SMRs and AMRs

Saturday, January 26, 2008

The Fifth Columnist

How Bill Kristol landed that 'Times' gig.

Gabriel Sherman
The New Republic

This fall, New York Times publisher Arthur Sulzberger Jr. launched a search for a new conservative columnist. It had been nearly three years since William Safire had retired from his weekly column in 2005, and Sulzberger's initial replacement, libertarian John Tierney, lasted just 20 months before abandoning his column. David Brooks remained as the lone conservative voice on the page, and, say people familiar with the younger Sulzberger's thinking, he wanted to hire a lightning-rod conservative, much like his father, Arthur "Punch" Sulzberger, had done in appointing Safire in 1973.

So, last fall, Sulzberger and Times editorial-page editor Andrew Rosenthal prepared a list of some 25 conservative writers. According to a person with knowledge of the search, the names included Washington Post columnist Charles Krauthammer, The Atlantic's Ross Douthat, senior fellow at the Council on Foreign Relations Max Boot and three Weekly Standard staffers: senior editor Christopher Caldwell, associate editor Matthew Continetti, and the magazine's editor and founder, Bill Kristol. On December 30, Sulzberger selected Kristol, who gave up his column at Time magazine for the Times appointment.

Immediately, the announcement triggered fulminations from bloggers and pundits. At the Times, Kristol's appointment rankled reporters and editors, who interpreted the move as the latest in a series of tone-deaf decisions by Sulzberger, including his $100-million investment in the Discovery Times TV channel and his crusade to free Judith Miller during the Valerie Plame leak investigation. Times staffers feel Kristol is an unimaginative writer with a rancorous history of attacking the paper. Sulzberger sought to make a splash in hiring Kristol, but, like many of his management decisions, it has backfired.

Kristol's debut column on January 7, a breezy dissection of Mike Huckabee's candidacy, was roundly panned in the journalism community. (The Atlantic's James Fallows remarked on Kristol's "breathtaking banality.") Among other problems, Kristol misattributed a quote from Michael Medved to Michelle Malkin-proof, some said, that his other responsibilities would result in his "mailing in" his Times copy. "He doesn't know what it's like to write for The New York Times," one staffer said. "So, welcome to the NFL."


## EXERCISE OBJECTIVE
Would you transcribe the lines running from the one that holds "Localize each UI" to the last line of the records? Leave every picture out.

Figure record extracts

☆ ☆ ☆ ☆

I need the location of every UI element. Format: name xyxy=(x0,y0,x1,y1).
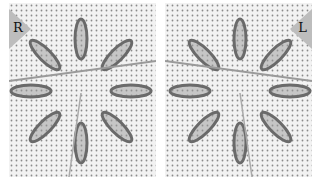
embroidery-star-illustration xyxy=(165,3,312,177)
embroidery-star-illustration xyxy=(9,3,156,177)
corner-label-l: L xyxy=(298,20,307,35)
photo-panel-left-handed: L xyxy=(165,3,312,177)
corner-label-r: R xyxy=(13,20,23,35)
photo-panel-right-handed: R xyxy=(9,3,156,177)
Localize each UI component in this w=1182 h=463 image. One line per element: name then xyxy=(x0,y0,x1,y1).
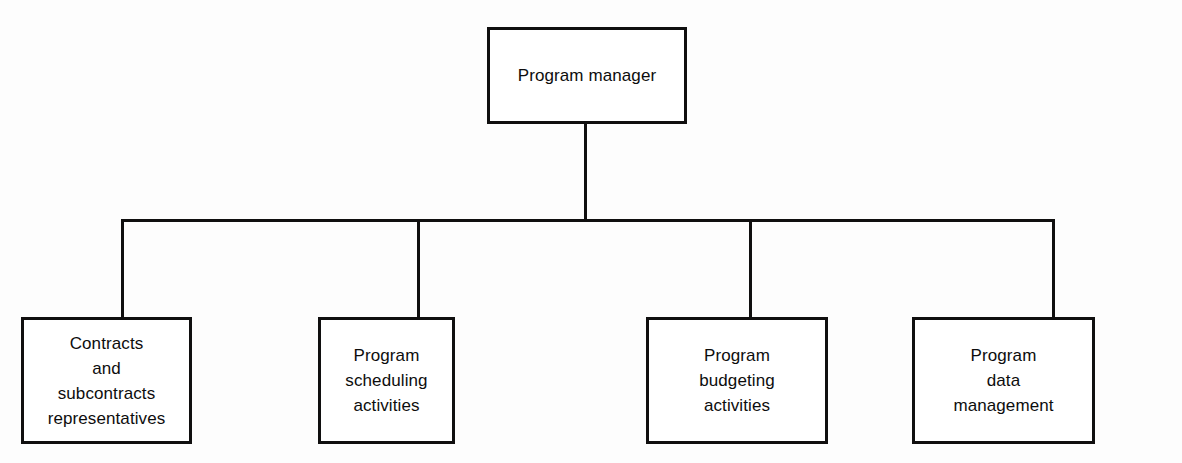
connector-stem-contracts-and-subcontracts-representatives xyxy=(121,219,124,317)
node-program-scheduling-activities[interactable]: Program scheduling activities xyxy=(318,317,455,444)
org-chart-diagram: Program manager Contracts and subcontrac… xyxy=(0,0,1182,463)
node-program-budgeting-activities[interactable]: Program budgeting activities xyxy=(646,317,828,444)
connector-root-stem xyxy=(584,124,587,219)
node-contracts-and-subcontracts-representatives[interactable]: Contracts and subcontracts representativ… xyxy=(21,317,192,444)
connector-stem-program-scheduling-activities xyxy=(417,219,420,317)
node-label-contracts-and-subcontracts-representatives: Contracts and subcontracts representativ… xyxy=(42,331,172,431)
connector-horizontal-bus xyxy=(121,219,1055,222)
node-label-program-manager: Program manager xyxy=(512,63,663,88)
node-program-manager[interactable]: Program manager xyxy=(487,27,687,124)
connector-stem-program-budgeting-activities xyxy=(749,219,752,317)
node-label-program-budgeting-activities: Program budgeting activities xyxy=(693,343,781,418)
node-label-program-scheduling-activities: Program scheduling activities xyxy=(339,343,433,418)
connector-stem-program-data-management xyxy=(1052,219,1055,317)
node-program-data-management[interactable]: Program data management xyxy=(912,317,1095,444)
node-label-program-data-management: Program data management xyxy=(947,343,1059,418)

☆ ☆ ☆ ☆

## ANSWER FOR THE TASK
Localize each UI component in this w=1182 h=463 image. One line per element: name then xyxy=(x0,y0,x1,y1).
connector-stem-contracts-and-subcontracts-representatives xyxy=(121,219,124,317)
node-program-scheduling-activities[interactable]: Program scheduling activities xyxy=(318,317,455,444)
org-chart-diagram: Program manager Contracts and subcontrac… xyxy=(0,0,1182,463)
node-program-budgeting-activities[interactable]: Program budgeting activities xyxy=(646,317,828,444)
connector-root-stem xyxy=(584,124,587,219)
node-contracts-and-subcontracts-representatives[interactable]: Contracts and subcontracts representativ… xyxy=(21,317,192,444)
connector-stem-program-scheduling-activities xyxy=(417,219,420,317)
node-label-contracts-and-subcontracts-representatives: Contracts and subcontracts representativ… xyxy=(42,331,172,431)
connector-horizontal-bus xyxy=(121,219,1055,222)
node-label-program-manager: Program manager xyxy=(512,63,663,88)
node-program-manager[interactable]: Program manager xyxy=(487,27,687,124)
connector-stem-program-budgeting-activities xyxy=(749,219,752,317)
node-label-program-budgeting-activities: Program budgeting activities xyxy=(693,343,781,418)
node-label-program-scheduling-activities: Program scheduling activities xyxy=(339,343,433,418)
connector-stem-program-data-management xyxy=(1052,219,1055,317)
node-program-data-management[interactable]: Program data management xyxy=(912,317,1095,444)
node-label-program-data-management: Program data management xyxy=(947,343,1059,418)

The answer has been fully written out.